Plant breeding
An introduction to plant breeding.
Simple articles that explain what plant breeding is and why it is necessary, the underlying principles of plant breeding and a number of important modern techniques that have contributed to the crops we have today.
Introduction
What is plant breeding?
Plant breeding is a term used to describe the altering of plants for human purposes by controlling their breeding.
Like animals plants breed (have sex) with each other. Sex is a way for two organisms to mix their genes together. In most plants you see flowers are the plants sexual organ. Flowers produce both pollen (equivalent to sperm in humans) and eggs (equivalent to eggs in humans). Two plants breed when, after pollen from one flower lands on the part of another flower which contains the eggs, DNA from the pollen grain is fused with DNA in the egg. This fertilised egg then grows into a seed.

This is the flower of one of tomato's relatives. It is the plant's sexual organ.
Photographer: S. Knapp. Copyright: Rights reserved
By manipulating which plants breed together humans can affect what their offspring will be like. By this method, over thousands of years humans have radically changed a few wild plants into the crops we use today. This is what we call 'plant breeding'
Why is plant breeding so important
Plant breeding is something we rarely stop to consider, but if it wasn't for the efforts of plant breeders and the crops that have resulted from them our lives would be very different.
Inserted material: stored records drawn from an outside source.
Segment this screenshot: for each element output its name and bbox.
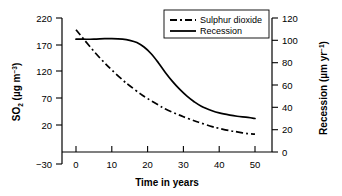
left-axis-title-unit-open: (µg m [11,73,22,103]
right-axis-tick-label-1: 100 [282,35,298,46]
left-axis-tick-label-4: 20 [41,120,52,131]
right-axis-tick-label-2: 80 [282,57,293,68]
chart-container: 220 170 120 70 20 −30 SO2 (µg m−3) 120 [0,0,342,196]
x-axis-tick-label-5: 50 [250,159,261,170]
left-axis-tick-label-2: 120 [36,66,52,77]
right-axis-tick-label-6: 0 [282,147,287,158]
left-axis-title-main: SO [11,107,22,122]
left-axis-tick-label-0: 220 [36,13,52,24]
right-axis-title-main: Recession (µm yr [318,52,329,135]
right-axis-title: Recession (µm yr−1) [318,41,330,135]
right-axis-tick-label-3: 60 [282,80,293,91]
right-axis-tick-label-0: 120 [282,13,298,24]
left-axis-tick-label-5: −30 [36,159,52,170]
x-axis-tick-label-1: 10 [107,159,118,170]
left-axis-title-unit-close: ) [11,63,22,66]
right-axis-tick-label-5: 20 [282,124,293,135]
x-axis-title: Time in years [135,177,199,188]
legend-label-recession: Recession [200,26,242,36]
svg-text:Recession (µm yr−1): Recession (µm yr−1) [318,41,330,135]
x-axis-tick-label-0: 0 [73,159,78,170]
legend: Sulphur dioxide Recession [164,10,269,38]
so2-recession-line-chart: 220 170 120 70 20 −30 SO2 (µg m−3) 120 [0,0,342,196]
x-axis-tick-label-4: 40 [214,159,225,170]
left-axis-tick-label-1: 170 [36,40,52,51]
right-axis-tick-label-4: 40 [282,102,293,113]
left-axis-tick-label-3: 70 [41,93,52,104]
right-axis-title-close: ) [318,41,329,44]
x-axis-tick-label-2: 20 [142,159,153,170]
x-axis-tick-label-3: 30 [178,159,189,170]
legend-label-sulphur-dioxide: Sulphur dioxide [200,15,262,25]
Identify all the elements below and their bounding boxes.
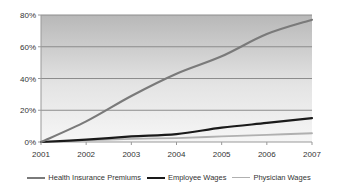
x-tick-label: 2007 [303,150,321,159]
x-tick-label: 2006 [258,150,276,159]
x-tick-label: 2001 [32,150,50,159]
y-tick-label: 0% [24,138,36,147]
legend-item-employee-wages: Employee Wages [147,173,227,182]
y-tick-label: 20% [20,106,36,115]
line-chart: 0%20%40%60%80% 2001200220032004200520062… [0,0,338,190]
legend-item-health-insurance: Health Insurance Premiums [27,173,141,182]
legend-swatch [27,177,45,179]
x-tick-label: 2003 [122,150,140,159]
legend-swatch [147,177,165,179]
legend-label: Health Insurance Premiums [48,173,141,182]
y-tick-label: 40% [20,75,36,84]
y-tick-label: 80% [20,11,36,20]
y-axis: 0%20%40%60%80% [20,11,41,147]
x-tick-label: 2004 [168,150,186,159]
legend-label: Physician Wages [253,173,310,182]
y-tick-label: 60% [20,43,36,52]
legend-swatch [232,177,250,178]
x-tick-label: 2005 [213,150,231,159]
legend: Health Insurance Premiums Employee Wages… [0,173,338,182]
legend-item-physician-wages: Physician Wages [232,173,310,182]
legend-label: Employee Wages [168,173,227,182]
x-tick-label: 2002 [77,150,95,159]
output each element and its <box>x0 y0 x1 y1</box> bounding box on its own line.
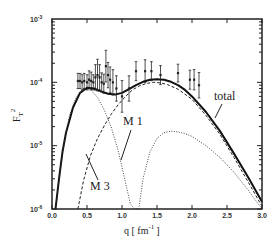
x-tick-label: 1.0 <box>117 212 127 219</box>
x-tick-label: 0.0 <box>47 212 57 219</box>
data-point <box>150 62 153 81</box>
data-point <box>189 70 192 89</box>
data-point <box>77 73 80 88</box>
chart: FT2 0.00.51.01.52.02.53.0 10-310-410-510… <box>0 0 273 250</box>
data-point <box>144 60 147 83</box>
data-point <box>79 73 82 88</box>
data-point <box>88 71 91 89</box>
annotation-total: total <box>214 89 236 118</box>
data-point <box>112 70 115 95</box>
data-point <box>98 65 101 90</box>
y-tick-label: 10-5 <box>30 140 42 149</box>
data-point <box>135 62 138 81</box>
data-points <box>77 50 201 112</box>
data-point <box>81 75 84 90</box>
x-tick-label: 3.0 <box>257 212 267 219</box>
data-point <box>159 66 162 85</box>
data-point <box>96 59 99 91</box>
x-tick-label: 0.5 <box>82 212 92 219</box>
x-tick-label: 1.5 <box>152 212 162 219</box>
data-point <box>107 62 110 87</box>
data-point <box>115 76 118 101</box>
y-tick-label: 10-4 <box>30 77 42 86</box>
y-tick-label: 10-3 <box>30 14 42 23</box>
data-point <box>198 73 201 98</box>
svg-text:FT2: FT2 <box>9 108 25 122</box>
data-point <box>83 73 86 88</box>
data-point <box>109 67 112 92</box>
data-point <box>128 76 131 101</box>
x-tick-labels: 0.00.51.01.52.02.53.0 <box>47 212 267 219</box>
data-point <box>121 81 124 113</box>
svg-text:total: total <box>214 89 236 103</box>
data-point <box>94 65 97 90</box>
axis-ticks <box>52 19 262 209</box>
plot-frame <box>52 19 262 209</box>
data-point <box>100 73 103 92</box>
y-tick-labels: 10-310-410-510-6 <box>30 14 42 213</box>
y-axis-title: FT2 <box>9 108 25 122</box>
x-tick-label: 2.0 <box>187 212 197 219</box>
svg-text:M 1: M 1 <box>123 114 143 128</box>
y-tick-label: 10-6 <box>30 204 42 213</box>
data-point <box>193 70 196 90</box>
x-axis-title: q [ fm-1] <box>124 223 160 236</box>
annotation-m1: M 1 <box>121 114 143 160</box>
data-point <box>105 50 108 82</box>
svg-text:M 3: M 3 <box>90 179 110 193</box>
data-point <box>103 74 106 93</box>
x-tick-label: 2.5 <box>222 212 232 219</box>
data-point <box>177 64 180 82</box>
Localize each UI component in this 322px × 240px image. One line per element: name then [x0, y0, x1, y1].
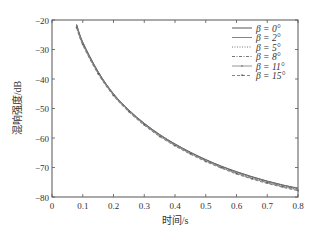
y-tick-label: −50 — [35, 104, 50, 114]
y-tick-label: −80 — [35, 193, 50, 203]
y-tick-label: −60 — [35, 134, 50, 144]
x-tick-label: 0.3 — [139, 201, 151, 211]
reverberation-chart: 00.10.20.30.40.50.60.70.8 −80−70−60−50−4… — [0, 0, 322, 240]
x-tick-label: 0.2 — [108, 201, 119, 211]
legend-label: β = 15° — [255, 71, 285, 81]
legend-label: β = 8° — [255, 52, 281, 62]
y-tick-label: −30 — [35, 45, 50, 55]
series-marker: * — [297, 189, 300, 194]
x-tick-label: 0.7 — [262, 201, 274, 211]
legend-label: β = 5° — [255, 43, 281, 53]
legend-label: β = 11° — [255, 62, 285, 72]
y-tick-label: −70 — [35, 163, 50, 173]
legend-marker: * — [241, 73, 244, 79]
y-axis-label: 混响强度/dB — [11, 80, 23, 135]
x-tick-label: 0.4 — [169, 201, 181, 211]
legend-label: β = 2° — [255, 33, 281, 43]
legend-marker — [241, 65, 243, 67]
legend-label: β = 0° — [255, 24, 281, 34]
x-tick-label: 0.8 — [292, 201, 304, 211]
x-tick-label: 0.5 — [200, 201, 212, 211]
y-tick-label: −40 — [35, 75, 50, 85]
y-tick-label: −20 — [35, 16, 50, 26]
x-tick-label: 0.1 — [77, 201, 88, 211]
x-axis-label: 时间/s — [162, 214, 189, 226]
x-tick-label: 0.6 — [231, 201, 243, 211]
x-tick-label: 0 — [50, 201, 55, 211]
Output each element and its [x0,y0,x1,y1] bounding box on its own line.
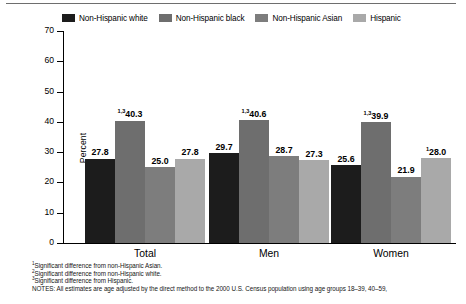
bar-value-label: 21.9 [397,165,414,175]
bar-men-0[interactable]: 29.7 [209,31,239,243]
y-axis-tick [57,61,63,62]
y-axis-tick-label: 50 [14,87,54,96]
bar-women-3[interactable]: 128.0 [421,31,451,243]
bar-rect[interactable] [299,160,329,243]
bar-value-label: 128.0 [426,147,446,157]
bar-rect[interactable] [361,122,391,243]
x-axis-group-label-total: Total [85,248,205,260]
bar-label-superscript: 1,3 [118,109,126,115]
x-axis-group-label-women: Women [331,248,451,260]
bar-value-label: 27.8 [181,147,198,157]
bar-rect[interactable] [239,120,269,243]
bar-total-1[interactable]: 1,340.3 [115,31,145,243]
bar-rect[interactable] [115,121,145,243]
bar-men-1[interactable]: 1,340.6 [239,31,269,243]
bar-rect[interactable] [269,156,299,243]
bar-women-2[interactable]: 21.9 [391,31,421,243]
legend-item-3[interactable]: Hispanic [353,14,401,23]
bar-value-label: 29.7 [215,142,232,152]
bar-women-1[interactable]: 1,339.9 [361,31,391,243]
y-axis-tick [57,31,63,32]
bar-group-men: 29.71,340.628.727.3 [209,31,329,243]
chart-notes: NOTES: All estimates are age adjusted by… [32,285,460,293]
bar-label-superscript: 1,3 [242,108,250,114]
bar-value-label: 25.6 [337,154,354,164]
legend-item-label: Non-Hispanic white [79,14,148,23]
y-axis-tick-label: 10 [14,208,54,217]
bar-total-3[interactable]: 27.8 [175,31,205,243]
top-divider [6,3,456,4]
bar-rect[interactable] [175,159,205,243]
y-axis-tick-label: 20 [14,177,54,186]
legend-swatch-icon [353,14,366,22]
bar-group-women: 25.61,339.921.9128.0 [331,31,451,243]
y-axis-tick [57,122,63,123]
footnote-3: 3Significant difference from Hispanic. [32,277,460,285]
bar-group-total: 27.81,340.325.027.8 [85,31,205,243]
legend-item-0[interactable]: Non-Hispanic white [62,14,148,23]
footnote-1: 1Significant difference from non-Hispani… [32,262,460,270]
bar-total-2[interactable]: 25.0 [145,31,175,243]
y-axis-tick [57,152,63,153]
legend-item-1[interactable]: Non-Hispanic black [159,14,245,23]
bar-rect[interactable] [85,159,115,243]
chart-legend: Non-Hispanic whiteNon-Hispanic blackNon-… [62,12,460,24]
bar-men-2[interactable]: 28.7 [269,31,299,243]
legend-item-label: Hispanic [370,14,401,23]
footnote-marker: 3 [32,276,35,281]
bar-rect[interactable] [331,165,361,243]
bar-value-label: 27.8 [91,147,108,157]
legend-item-2[interactable]: Non-Hispanic Asian [255,14,342,23]
bar-rect[interactable] [391,177,421,243]
bar-women-0[interactable]: 25.6 [331,31,361,243]
y-axis-tick-label: 40 [14,117,54,126]
x-axis-group-label-men: Men [209,248,329,260]
legend-swatch-icon [255,14,268,22]
bar-value-label: 27.3 [305,149,322,159]
y-axis-tick [57,92,63,93]
y-axis-tick-label: 30 [14,147,54,156]
plot-area: Percent 27.81,340.325.027.829.71,340.628… [63,31,456,243]
bar-value-label: 28.7 [275,145,292,155]
bar-value-label: 1,340.3 [118,109,143,119]
chart-figure: Non-Hispanic whiteNon-Hispanic blackNon-… [0,0,466,304]
footnote-marker: 1 [32,261,35,266]
y-axis-tick-label: 60 [14,56,54,65]
x-axis-line [63,243,456,244]
bar-men-3[interactable]: 27.3 [299,31,329,243]
bar-rect[interactable] [421,158,451,243]
bar-rect[interactable] [145,167,175,243]
bar-rect[interactable] [209,153,239,243]
y-axis-tick [57,182,63,183]
y-axis-tick [57,243,63,244]
bar-value-label: 1,339.9 [364,111,389,121]
legend-swatch-icon [62,14,75,22]
bar-total-0[interactable]: 27.8 [85,31,115,243]
bar-value-label: 1,340.6 [242,109,267,119]
legend-item-label: Non-Hispanic Asian [272,14,342,23]
bar-label-superscript: 1,3 [364,110,372,116]
y-axis-tick-label: 70 [14,26,54,35]
legend-swatch-icon [159,14,172,22]
y-axis-tick [57,213,63,214]
bar-value-label: 25.0 [151,156,168,166]
footnotes-block: 1Significant difference from non-Hispani… [32,262,460,292]
footnote-marker: 2 [32,269,35,274]
y-axis-tick-label: 0 [14,238,54,247]
bar-label-superscript: 1 [426,146,429,152]
legend-item-label: Non-Hispanic black [176,14,245,23]
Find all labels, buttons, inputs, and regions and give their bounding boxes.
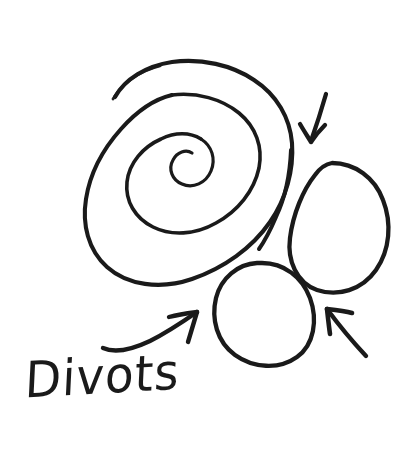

A modern field of potato plants
Copyright free
Plant breeding is necessary because plants are adapted for life in the wild and not for use by humans. For example the potato tuber is a food store for the plant not for other organisms and many wild potatoes actively discourage animals from eating them by producing toxins. This trait has had to be bred out of the crop potatoes we eat.
Plant breeding is an ongoing process, as necessary now as ever. Diseases evolve to beat plant resistance and so plants need to have new resistance bred in. Human population continues to grow so we need to increase yields and looking into the future, climate changes will cause growing conditions to change and so crops will need to change to keep pace.